In this episode of Biographers in Conversation, Laurie Gwen Shapiro chats with Gabriella about the choices she made while writing The Stowaway: A Young Man’s Extraordinary Adventure to Antarctica, the true story of Billy Gawronski, a New York teenager, who stowed away on a ship bound for Antarctica in 1928.

We hear from Laurie Shapiro about Billy’s determination, after three failed attempts, to travel on the first American expedition to Antarctica since 1840. Laurie tells us what inspired her to write the book and why she opened it by describing Billy’s plunge into the freezing cold Hudson River in the wee small hours. She also explains how she portrayed the historical context of Billy’s expedition and how she conducted the research for The Stowaway, including an incredible surprise that profoundly shaped the story. As a writing teacher, Laurie shares, in fascinating depth, tips and tricks for crafting a captivating life story.

‘THE STOWAWAY is an engaging story, engagingly told, that makes the reader root for Billy … prompts one to ponder the effects of social class on fate, and the special qualities that make some people push themselves to the limit.’

Wall Street Journal



It was 1928: a time of illicit booze, of Gatsby and Babe Ruth, of freewheeling fun. The Great War was over and American optimism was higher than the stock market. What better moment to launch an expedition to Antarctica, the planet’s final frontier?

Everyone wanted in on the adventure. Rockefellers and Vanderbilts begged to be taken along as mess boys, and newspapers across the globe covered the planning’s every stage. And then, the night before the expedition’s flagship set off, Billy Gawronski—a mischievous, first-generation New York City high schooler, desperate to escape a dreary future in the family upholstery business—jumped into the Hudson River and snuck aboard.

Could he get away with it?

From the soda shops of New York’s Lower East Side to the dance halls of sultry Francophone Tahiti, all the way to Antarctica’s blinding white and deadly freeze, author Laurie Gwen Shapiro ‘narrates this period piece with gusto’ (Los Angeles Times), taking readers on the ‘novelistic’ (The New Yorker) and unforgettable voyage of a plucky young stowaway who became a Roaring Twenties celebrity, a mascot for an up-by-your bootstraps era.

The spectacular, true story of a scrappy teenager from New York’s Lower East Side who stowed away on the most remarkable feat of science and daring of the Jazz Age,The Stowaway is a thrilling adventure that captures not only the making of a man but of a nation.’

David Grann, bestselling author of Killers of the Flower Moon.

Laurie Gwen Shapiro Photographer: Franco Vogt

Laurie Gwen Shapiro
Photographer: Franco Vogt

Laurie Gwen Shapiro is an award-winning documentary filmmaker and journalist whose writing has appeared in The New Yorker, The New York Times, New York, The Daily Beast, Lapham’s Quarterly, Slate, Aeon, The Forward and the Los Angeles Review of Books. Her documentary film awards include an Independent Spirit Award for directing IFC’s Keep the River on Your Right, and an Emmy nomination for HBO’s Finishing Heaven. Shapiro is the 2021 winner of Best NYC Essay or Article from the GANYC Apple Awards, the 2021 winner of the Damn History Award for ‘The Improbable Journey of Dorothy Parker’s Ashes’ for The New Yorker and gold medallion winner in the People Profiles category for the Silurian Press Club’s 77th annual Excellence in Journalism Awards. The Stowaway (Simon & Schuster) is her best-selling first full-length work of nonfiction. Her next nonfiction book (about Amelia Earhart) will be Amelia and George, for Viking Books, out in 2025. She is an adjunct professor of journalism at The NYU Arthur L. Carter Journalism Institute.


WHAT TO WORK ON:
Begin with the line holding "has height=682, width=358." and end with the last line of the records below. Set down exactly those lines and leave out every picture.

INPUT RECORDS:
==*==
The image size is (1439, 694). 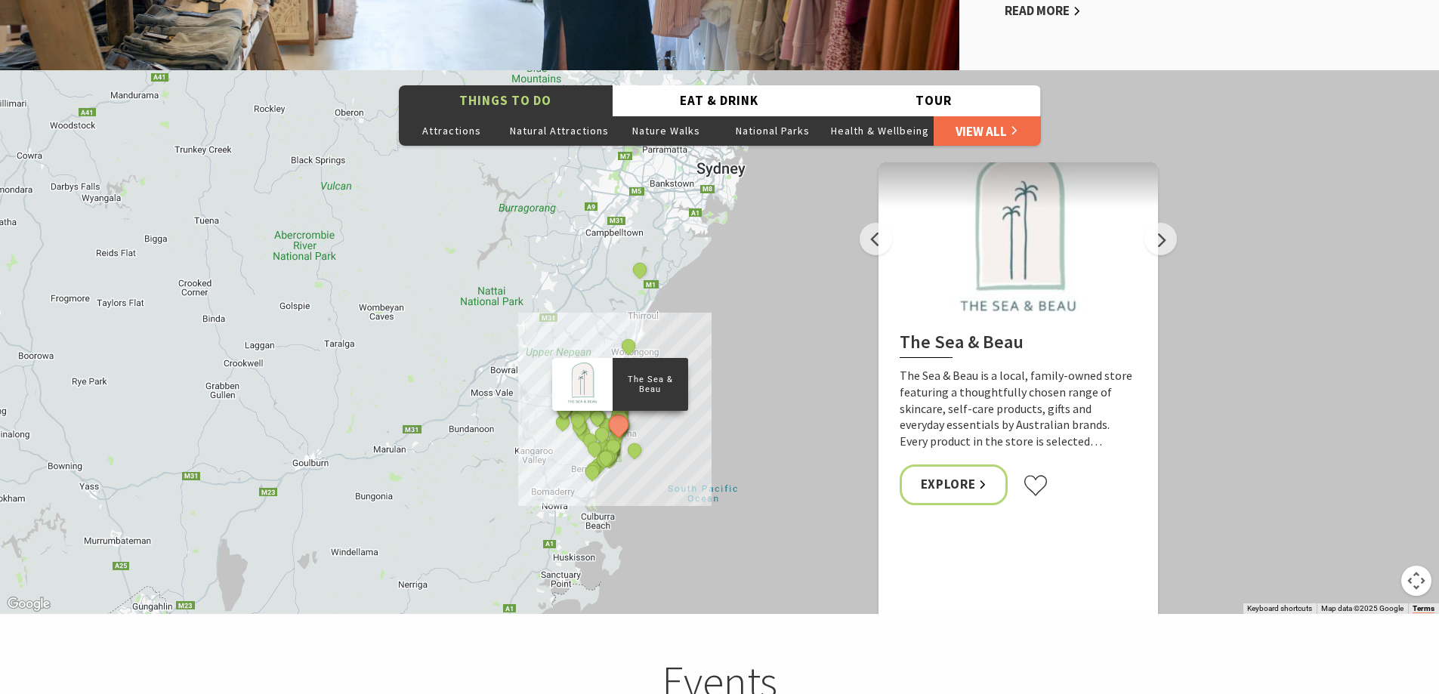 What do you see at coordinates (640, 270) in the screenshot?
I see `button: See detail about Grand Pacific Drive - Sydney to Wollongong and Beyond` at bounding box center [640, 270].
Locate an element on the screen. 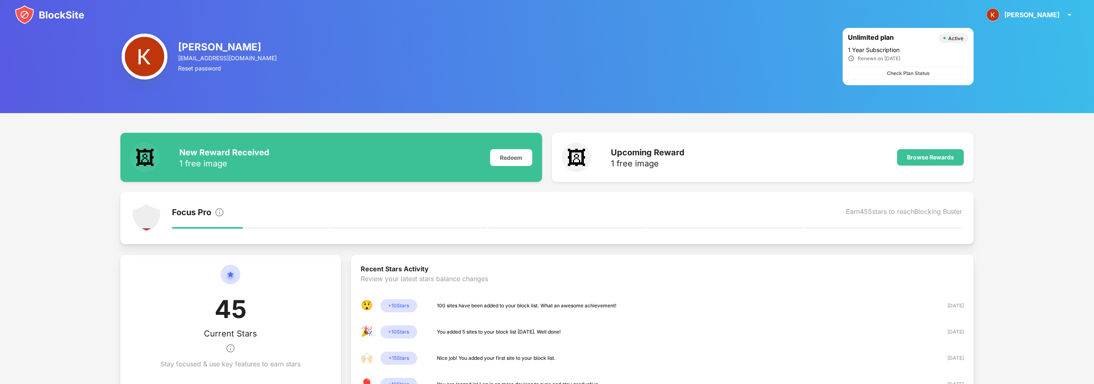  div: Browse Rewards is located at coordinates (930, 157).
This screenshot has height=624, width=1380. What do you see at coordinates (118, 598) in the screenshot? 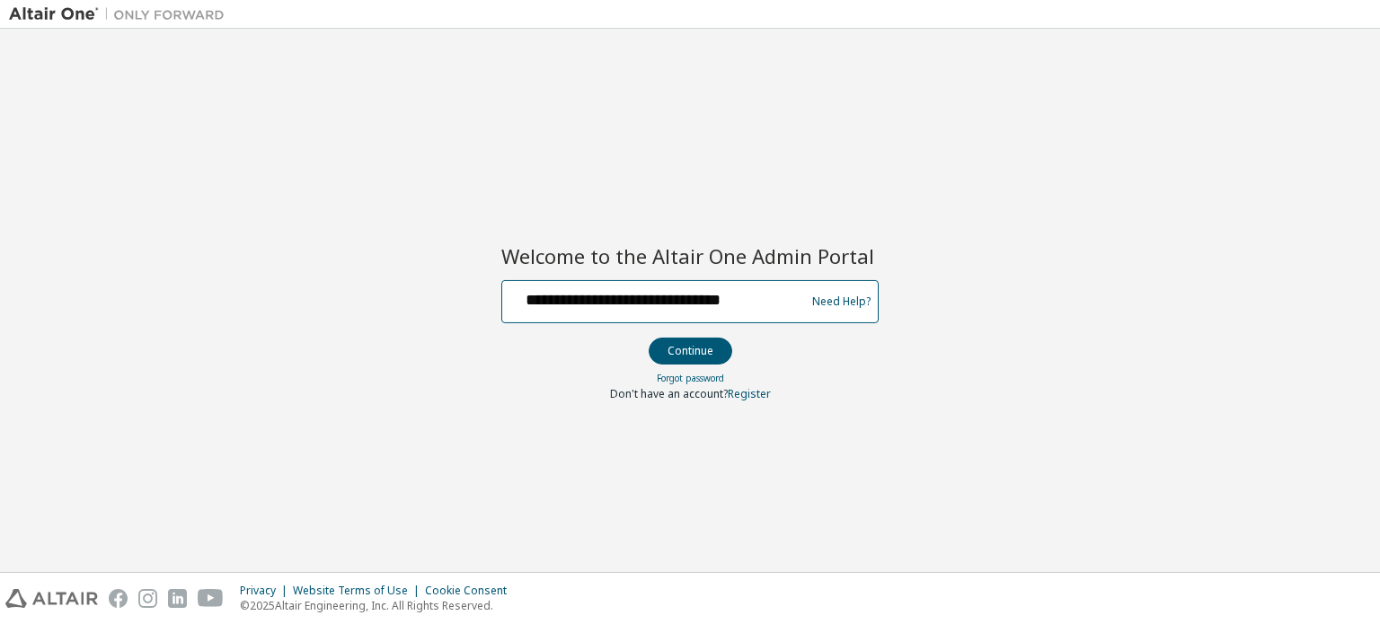
I see `img: facebook.svg` at bounding box center [118, 598].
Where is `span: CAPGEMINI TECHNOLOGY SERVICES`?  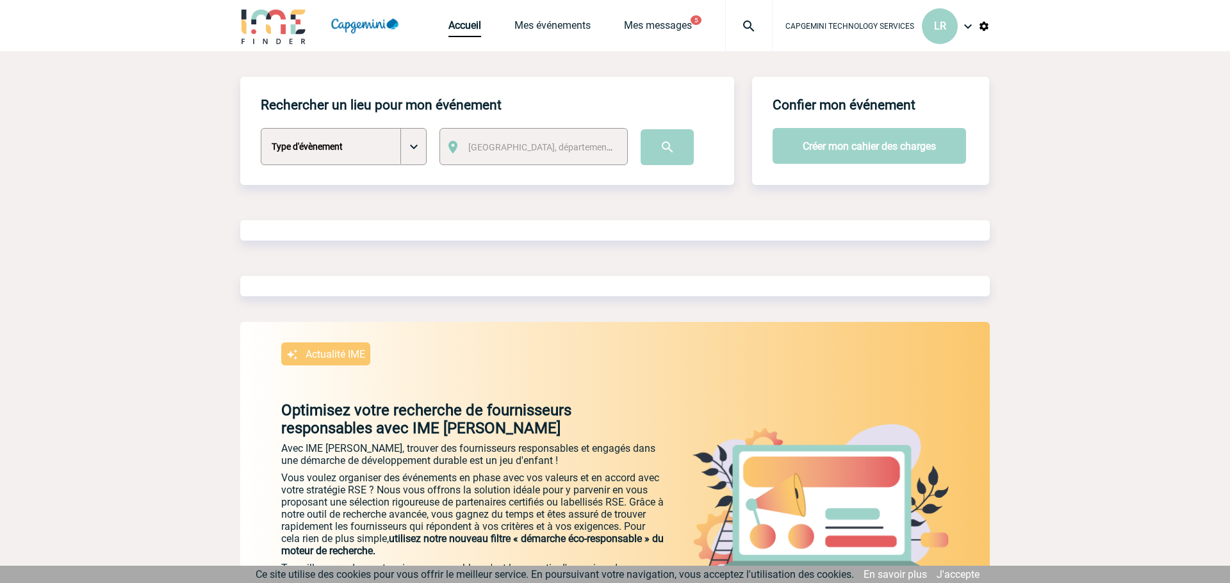
span: CAPGEMINI TECHNOLOGY SERVICES is located at coordinates (849, 26).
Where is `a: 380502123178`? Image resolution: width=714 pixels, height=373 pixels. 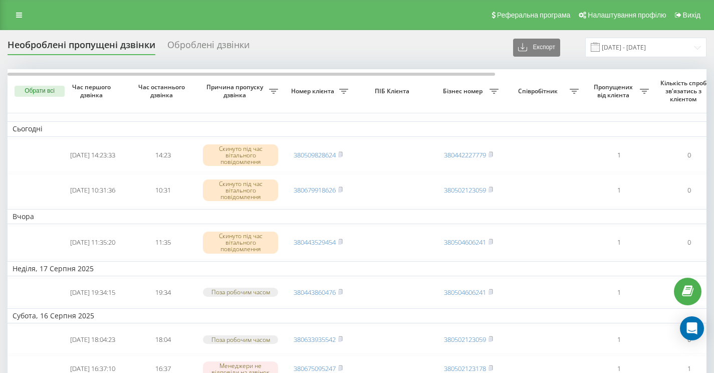 a: 380502123178 is located at coordinates (465, 368).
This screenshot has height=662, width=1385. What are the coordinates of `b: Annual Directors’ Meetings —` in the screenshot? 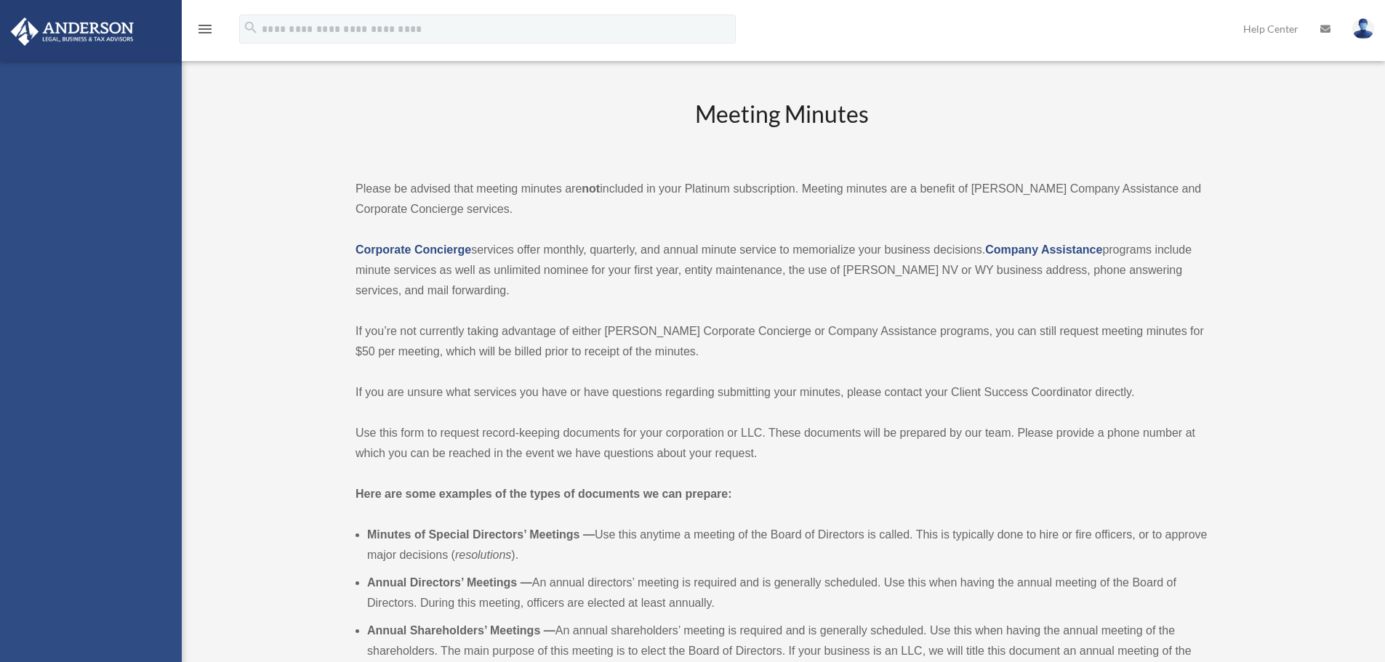 It's located at (449, 582).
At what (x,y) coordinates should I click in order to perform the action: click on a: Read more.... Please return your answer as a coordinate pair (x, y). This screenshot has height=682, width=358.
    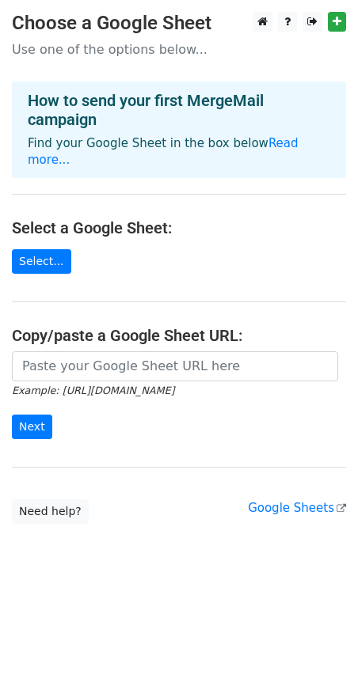
    Looking at the image, I should click on (163, 151).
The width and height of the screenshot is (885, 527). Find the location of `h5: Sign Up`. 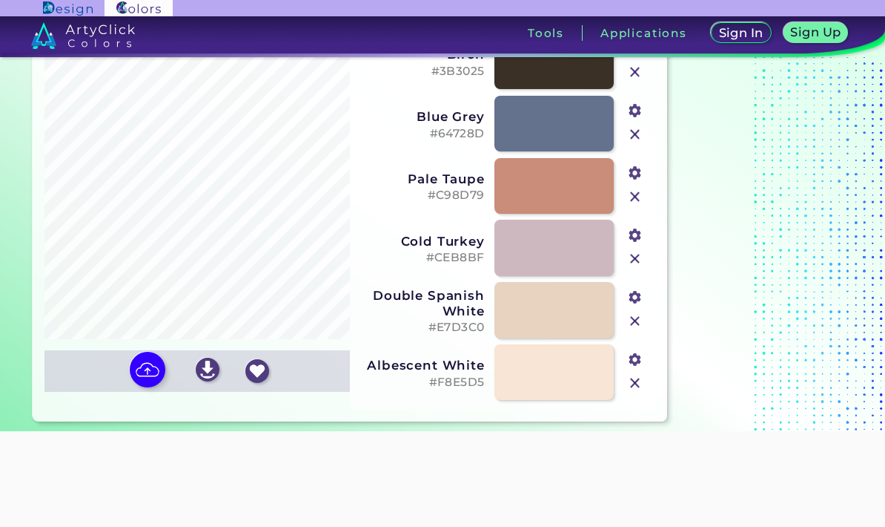

h5: Sign Up is located at coordinates (816, 32).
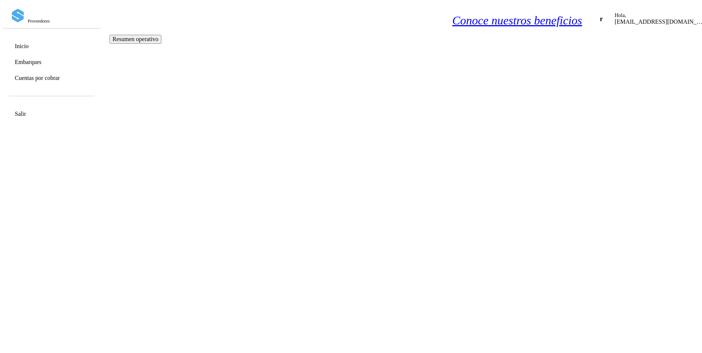  What do you see at coordinates (60, 21) in the screenshot?
I see `p: Proveedores` at bounding box center [60, 21].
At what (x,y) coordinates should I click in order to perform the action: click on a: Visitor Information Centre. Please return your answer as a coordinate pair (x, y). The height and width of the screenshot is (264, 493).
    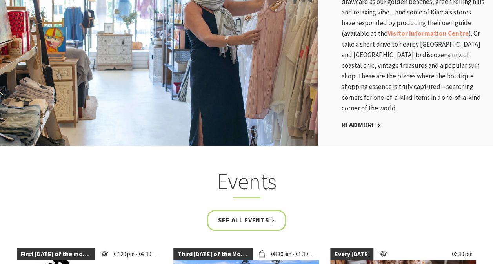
==*==
ANSWER FOR THE TASK:
At what (x,y) coordinates should I click in order to perform the action: click on a: Read more.... Please return your answer as a coordinate pair (x, y). This screenshot has height=682, width=358.
    Looking at the image, I should click on (163, 151).
The width and height of the screenshot is (885, 527). Find the location of `h5: Sign Up`. 

h5: Sign Up is located at coordinates (816, 32).
  What do you see at coordinates (60, 21) in the screenshot?
I see `p: Proveedores` at bounding box center [60, 21].
At what (x,y) coordinates should I click in order to perform the action: click on a: Visitor Information Centre. Please return your answer as a coordinate pair (x, y). The height and width of the screenshot is (264, 493).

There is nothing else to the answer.